In 1975, the Soviet Union provided technology and equipment for primary steelmaking and hot- and cold-rolled steel products. The Soviets provided further assistance during the 1980s, such as a 100-mt basic oxygen converter, but after break-up of the Soviet Union, Russia stopped supplying coke after Kim Il Sung's death in 1994.
In 1996, the Kim Chaek Iron and Steel Complex installed equipment to produce low-carbon steel and pig iron without coke. At the time, there were reports that coke shortages and possibly other problems caused the facility to operate well below its capacity during the 1990s. Kim Jong Il visited the facility in August 2000 and stressed the need to modernize the complex. Production processes at the facility were upgraded to increase production in 2001.

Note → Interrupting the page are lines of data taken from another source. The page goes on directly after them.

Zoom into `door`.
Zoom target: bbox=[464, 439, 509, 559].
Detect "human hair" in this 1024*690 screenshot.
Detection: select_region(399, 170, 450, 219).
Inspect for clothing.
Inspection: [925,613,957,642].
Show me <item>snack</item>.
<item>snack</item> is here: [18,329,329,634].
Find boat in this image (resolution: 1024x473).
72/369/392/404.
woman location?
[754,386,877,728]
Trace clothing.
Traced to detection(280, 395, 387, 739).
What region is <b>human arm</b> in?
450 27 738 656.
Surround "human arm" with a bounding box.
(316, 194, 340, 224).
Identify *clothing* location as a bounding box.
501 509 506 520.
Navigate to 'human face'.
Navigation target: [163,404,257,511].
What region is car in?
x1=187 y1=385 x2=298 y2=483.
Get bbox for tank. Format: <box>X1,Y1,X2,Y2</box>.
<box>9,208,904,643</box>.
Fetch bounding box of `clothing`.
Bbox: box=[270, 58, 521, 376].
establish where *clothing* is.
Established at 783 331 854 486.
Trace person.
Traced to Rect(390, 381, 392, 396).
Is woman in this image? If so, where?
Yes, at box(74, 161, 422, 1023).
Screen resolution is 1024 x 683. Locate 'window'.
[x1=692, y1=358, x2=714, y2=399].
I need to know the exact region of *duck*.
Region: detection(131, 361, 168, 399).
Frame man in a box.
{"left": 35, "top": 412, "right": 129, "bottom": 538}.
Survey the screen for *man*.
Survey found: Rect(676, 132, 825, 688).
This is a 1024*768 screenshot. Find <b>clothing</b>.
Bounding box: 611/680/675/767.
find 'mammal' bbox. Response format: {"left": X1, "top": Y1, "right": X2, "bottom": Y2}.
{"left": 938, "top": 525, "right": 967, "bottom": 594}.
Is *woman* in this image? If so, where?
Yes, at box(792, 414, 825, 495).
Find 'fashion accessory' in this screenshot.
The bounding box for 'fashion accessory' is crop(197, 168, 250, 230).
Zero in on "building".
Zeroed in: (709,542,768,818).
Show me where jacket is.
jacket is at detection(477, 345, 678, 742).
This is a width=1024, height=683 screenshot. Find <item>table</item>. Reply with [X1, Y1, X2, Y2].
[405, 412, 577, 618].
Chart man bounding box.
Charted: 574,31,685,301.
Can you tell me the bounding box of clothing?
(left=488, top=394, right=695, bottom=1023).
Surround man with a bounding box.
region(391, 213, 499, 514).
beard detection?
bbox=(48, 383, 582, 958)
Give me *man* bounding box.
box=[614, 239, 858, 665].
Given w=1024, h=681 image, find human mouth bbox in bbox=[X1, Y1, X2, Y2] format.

North Korea also operates the following steel mills: the Hwanghae Iron and Steel Complex in Songnim, North Hwanghae Province; the Songjin Steel Complex in Kimch'aek, North Hamgyong Province; Ch'ollima Steel in Namp'o; the Ch'ongjin Ironworks in Ch'ongjin, North Hamgyong Province; the 4.13 Ironworks in Namp'o; the No. 8 Ironworks in Songgan-kun, Chagang Province; and the Taedonggang Ironworks.
North Korea is one of the world's "most centrally directed and least open economies," according to the CIA's World Factbook, and "faces chronic economic problems." As a result, the CIA contends that North Korea's "industrial and power output have stagnated for years at a fraction of pre-1990 levels."
North Korea also has iron ore reserves of 400 million mt and annual iron ore output increased to 10 million mt in the 1990s from 8 million mt in 1985, according to Western estimates.